Charlie Haden & the Liberation Music Orchestra

Genre: Jazz ,Experimental Big Band ,Free Jazz ,Post-Bop ,Modern Creative ,Avant-Garde Jazz ,Chamber Music ,Keyboard ,Concerto
Origin: U.S.A
Listen on Coda
Synonymous with the enduring contributions of the late jazz bassist Charlie Haden, the Liberation Music Orchestra ranks among the most pivotal ensembles to arise during the avant-garde jazz era of the 1960s. Haden and pianist Carla Bley established the group in 1969 both to challenge prevailing social and political inequities and to serve as a platform for expansive explorations in free and forward-looking jazz, making the ensemble a cornerstone of the bassist’s output right up to his passing in 2014.

The ensemble’s groundbreaking self-titled album from 1970 presented a mix of original pieces and carefully chosen covers, all shaped by Bley’s arrangements and addressing themes ranging from the Vietnam War to the civil rights movement while blending jazz, folk, and global musical traditions. Trumpeter Don Cherry, saxophonist Gato Barbieri, drummer Andrew Cyrille, trombonist Roswell Rudd, trumpeter Michael Mantler, and additional leading figures helped realize this hybrid sound.

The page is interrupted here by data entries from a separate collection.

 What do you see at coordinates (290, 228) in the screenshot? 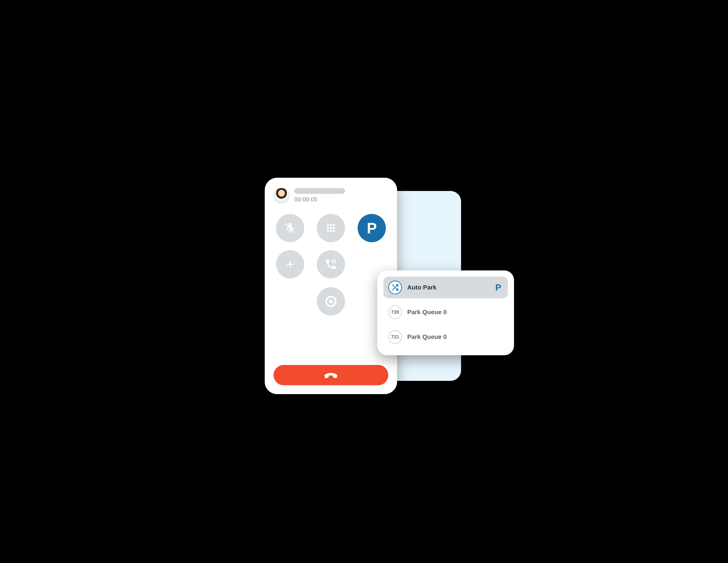
I see `mute-button` at bounding box center [290, 228].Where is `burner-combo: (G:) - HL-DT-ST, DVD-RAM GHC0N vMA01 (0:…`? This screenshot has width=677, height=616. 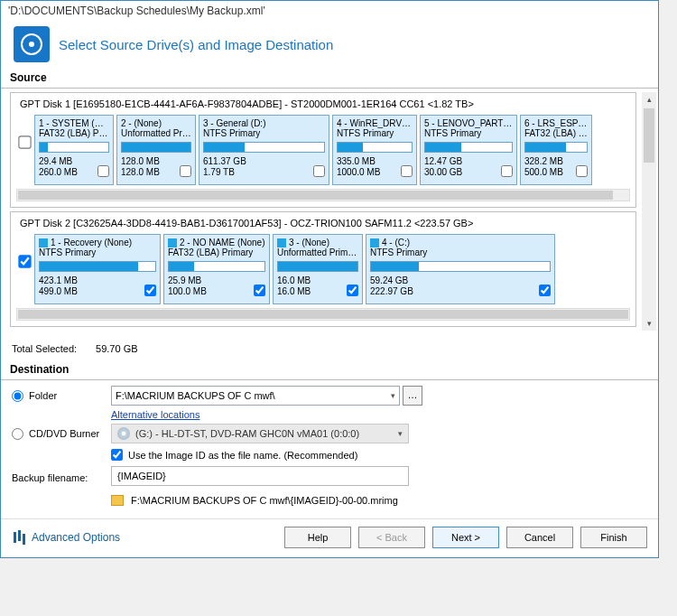 burner-combo: (G:) - HL-DT-ST, DVD-RAM GHC0N vMA01 (0:… is located at coordinates (260, 434).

Across the following five decades, Haden and Bley periodically reassembled the Liberation Music Orchestra with shifting personnel to produce further recordings such as The Ballad of the Fallen in 1982, Dream Keeper in 1990, and Not in Our Name in 2005. In these sessions and in concert, Haden consistently revealed both his far-reaching musical perspective and his steadfast advocacy for progressive political causes, environmental protection, and global social justice.

After contracting polio at age 15, Haden experienced declining health in his later years and received a diagnosis of post-polio syndrome that left him physically diminished and sharply restricted his performing capacity. He passed away in Los Angeles during July 2014 at the age of 76. Impulse! issued his final recording with the ensemble, Time/Life (Song for the Whales and Other Beings), in 2016. Produced by Ruth Cameron Haden and Carla Bley, the album combined a live performance captured with the Liberation Music Orchestra in Belgium in 2011 and three new studio tracks recorded after his death, featuring bassist Steve Swallow, one of Haden’s many longtime collaborators.